VECs ‘are an inclusive option’

THE country’s vocational education committees (VECs) offer the most cost-effective and inclusive option for communities looking for a different kind of primary school, representatives claimed yesterday.

VECs ‘are an inclusive option’

The sector has already started operating four primary schools in Dublin, Kildare and Meath on a pilot basis as community national schools.

These have a multi-denominational ethos, catering for children of all faiths and none.

The Irish Vocational Education Association told the Forum on Patronage and Pluralism in the Primary Sector that VECs also offer many administrative supports that already exist for their role as operators of second level schools and further education colleges.

Education officer Pat O’Mahony said: “This is the cost-effective approach, there’s no need to build any buildings or move from school A to school B.

“If it’s managed properly, you could have a development over time that would guarantee every single person in the community, regardless of their beliefs or aspirations, an opportunity to be educated under one roof.”

Asked for more detail about a community national school model, Co Dublin VEC outlined how all children at its two pilot schools, which opened in 2009, learn about all religions during a half-hour lesson per day, except for three weeks of the year when children of different faiths are taught material specific to their own religion.

Mr O’Mahony said that if a VEC took over a school from another patron, faith formation such as preparation for Catholic sacraments would be catered to for all groups of pupils where desired.

He said iconography wold find a place in such schools, but items representing all faiths in the school would be displayed.

The Irish National Teachers’ Organisation, which advisory group chairperson Professor John Coolahan acknowledged as the first group to call for such a forum, said fifth and sixth-class pupils should be given a say in any discussions about patronage in their area.

The organisation’s general secretary, Sheila Nunan, said: “If they were perhaps the child who mightn’t have been taking part in the main religious programme, a lot of valuable information could be got out of that.”

She said teachers have evolved practices as classes become more diverse, culturally and otherwise, but said this has to be reflected in pre-service and ongoing training for the profession.

The teachers’ organisation also raised concerns about a stipulation in the 1965 rules governing national schools that each school’s religious spirit must be part of how every subject is taught.

Equality officer Deirdre O’Connor said: “Teachers find it a challenge to cater for the diversity of children in front of them where the denominational spirit of the school has to inform the whole school day.”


▸ Instructions for the task: Copy out, word for word, the lines from the start of the data below through the line containing "This screenshot has", and no others.

▸ Record excerpts:
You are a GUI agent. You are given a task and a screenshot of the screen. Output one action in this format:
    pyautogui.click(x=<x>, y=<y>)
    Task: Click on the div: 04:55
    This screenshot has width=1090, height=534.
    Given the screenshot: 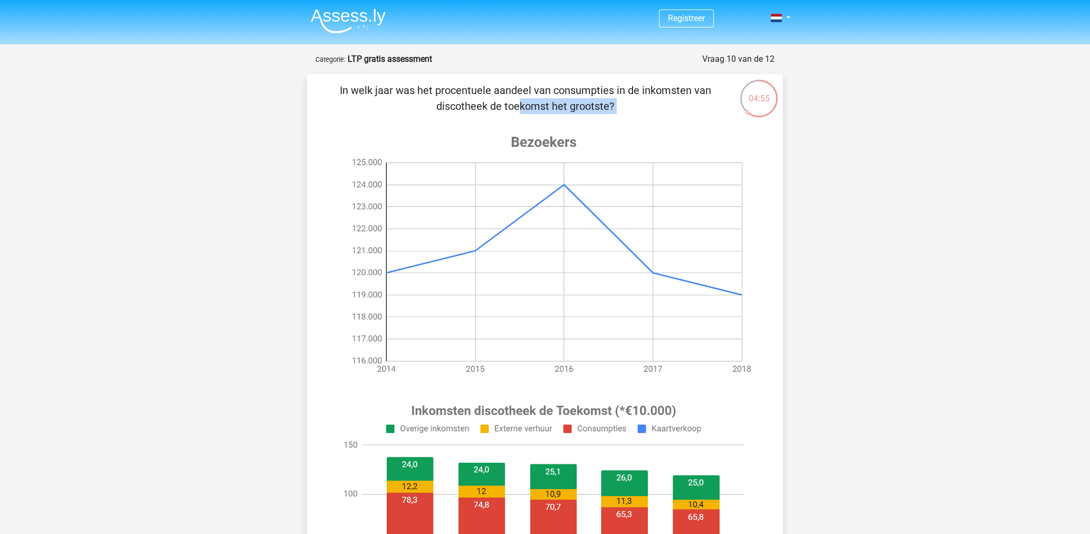 What is the action you would take?
    pyautogui.click(x=759, y=92)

▸ Output below:
You are a GUI agent. You are given a task and a screenshot of the screen. Output one action in this format:
    pyautogui.click(x=<x>, y=<y>)
    Task: Click on the div: 04:55
    This screenshot has width=1090, height=534.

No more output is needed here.